The Met in Motion

HD Liveness: What is "Live in HD"?

Since 2006, when Peter Gelb launched Live in HD, 141 performances of 105 operas have been simulcast as part of the program. I collected all of those operas, along with some information about them and their productions, into a dataset in order to get to know Live in HD by its numbers.

The Beginning:

Live in HD's first season included only 6 broadcasts — Die Zauberflöte, I puritani, The First Emperor, Eugene Onegin, Il barbieri di Siviglia, and Il trittico — since then, they've dialed up to 10 per season, with a little less than half of the Met's full season being broadcast. According to a 2007 New York Times article, that first Zauberflöte broadcast, "played at 100 theaters, most of them scattered throughout the United States and Canada, with seven in Britain, two in Japan and one in Norway." Now, the broadcasts go out to thousands of theaters in 73 countries. According to another 2007 New York Times article:

For the first live show, “The Magic Flute” on Dec. 30, about 21,000 people watched in front of 98 screens.
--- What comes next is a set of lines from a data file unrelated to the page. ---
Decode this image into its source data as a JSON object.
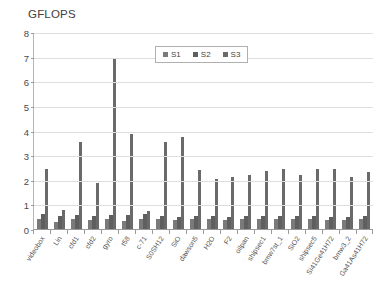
{
  "chart_data": {
    "type": "bar",
    "title": "GFLOPS",
    "xlabel": "",
    "ylabel": "",
    "ylim": [
      0,
      8
    ],
    "yticks": [
      0,
      1,
      2,
      3,
      4,
      5,
      6,
      7,
      8
    ],
    "grid": true,
    "legend_position": "top-center-inside",
    "categories": [
      "videobox",
      "Lin",
      "cfd1",
      "cfd2",
      "gyro",
      "t58",
      "c-71",
      "S0SH12",
      "SiO",
      "dawson5",
      "H2O",
      "F2",
      "oilpan",
      "shipsec1",
      "bmw7st_1",
      "SiO2",
      "shipsec5",
      "Si41Ge41H72",
      "bmw3_2",
      "Ga41As41H72"
    ],
    "series": [
      {
        "name": "S1",
        "color": "#7a7a7a",
        "values": [
          0.42,
          0.3,
          0.42,
          0.38,
          0.4,
          0.32,
          0.42,
          0.4,
          0.38,
          0.4,
          0.4,
          0.36,
          0.4,
          0.42,
          0.4,
          0.4,
          0.4,
          0.38,
          0.38,
          0.4
        ]
      },
      {
        "name": "S2",
        "color": "#5f5f5f",
        "values": [
          0.62,
          0.52,
          0.58,
          0.52,
          0.55,
          0.58,
          0.6,
          0.52,
          0.5,
          0.52,
          0.52,
          0.5,
          0.52,
          0.52,
          0.52,
          0.52,
          0.52,
          0.5,
          0.5,
          0.52
        ]
      },
      {
        "name": "S3",
        "color": "#6a6a6a",
        "values": [
          2.45,
          0.78,
          3.55,
          1.85,
          6.95,
          3.85,
          0.72,
          3.55,
          3.75,
          2.4,
          2.05,
          2.1,
          2.2,
          2.35,
          2.45,
          2.2,
          2.45,
          2.45,
          2.1,
          2.3
        ]
      }
    ]
  },
  "legend": {
    "items": [
      {
        "label": "S1"
      },
      {
        "label": "S2"
      },
      {
        "label": "S3"
      }
    ]
  }
}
For the last, “Il Trittico” on April 28, 48,000 people watched in front of 248 screens.” In all, the Met sold 324,000 tickets worldwide at $18 each in the United States and more overseas, taking 50 percent of the proceeds and earning at least $3 million, as well as additional income from the sale of rights. Each simulcast cost $850,000 to $1 million to make.

The Operas

Across 141 broadcasts, the Met has shown:

The Languages

The Met has broadcast operas in 9 different languages. Here's how the ratios break down:
Of the big three operatic languages, Italian, French, and German, Italian is, obviously, over-represented. Unsurprising, given the dominance of Verdi and Puccini amongst the composers. The one opera in Sanskrit is Satyagraha, by Philip Glass. The one in Hungarian is Bluebeard's Castle, by Bela Bartok.

The Composers

Of the 40 composers represented on HD Live, 6 are still living (Tan Dun, Philip Glass, John Adams, Kaija Saariaho, Thomas Adès, Nico Muhly). 1 is female: Kaija Saariaho, whose opera L'Amour de loin was broadcast on December 10, 2016. 1 is a person of color: Chinese composer Tan Dun, whose opera The First Emperor was broadcast on January 13, 2007, a part of Live in HD's inaugural season.

The Years

Unsurprisingly, given that only 6 living composers have been broadcast, most of the Live in HD's operas have not been recent compositions. Here's a look at the years of premiere for these operas:

For context that helps explain where this pyramid shape comes from, here's another look at that chart, but with the composing careers of Verdi and Puccini mapped over it:

Clearly the overlap in the second half of the 19th century when both these men were actively composing has significantly affected these seasons' demographics — this is the canon at work.

 

The Co-Productions

Opera is very expensive. Something that is common at all levels, from regional houses to the Met, is productions done in partnership — two companies will split the costs of a new production, and then they both get to show it and both benefit from having a new production in their season lineup. Of the 141 performances broadcast, 95 have been co-productions. For the truly dedicated, here's a chart of which houses the Met collaborates the most frequently with:

As a way of interpreting this data, here's a chart of where these houses are, globally:

As you can see, while my map of performers' birthplaces showed that opera singers come from just about everywhere, opera productions, or at least the productions you can catch at the Met, overwhelmingly come from Europe.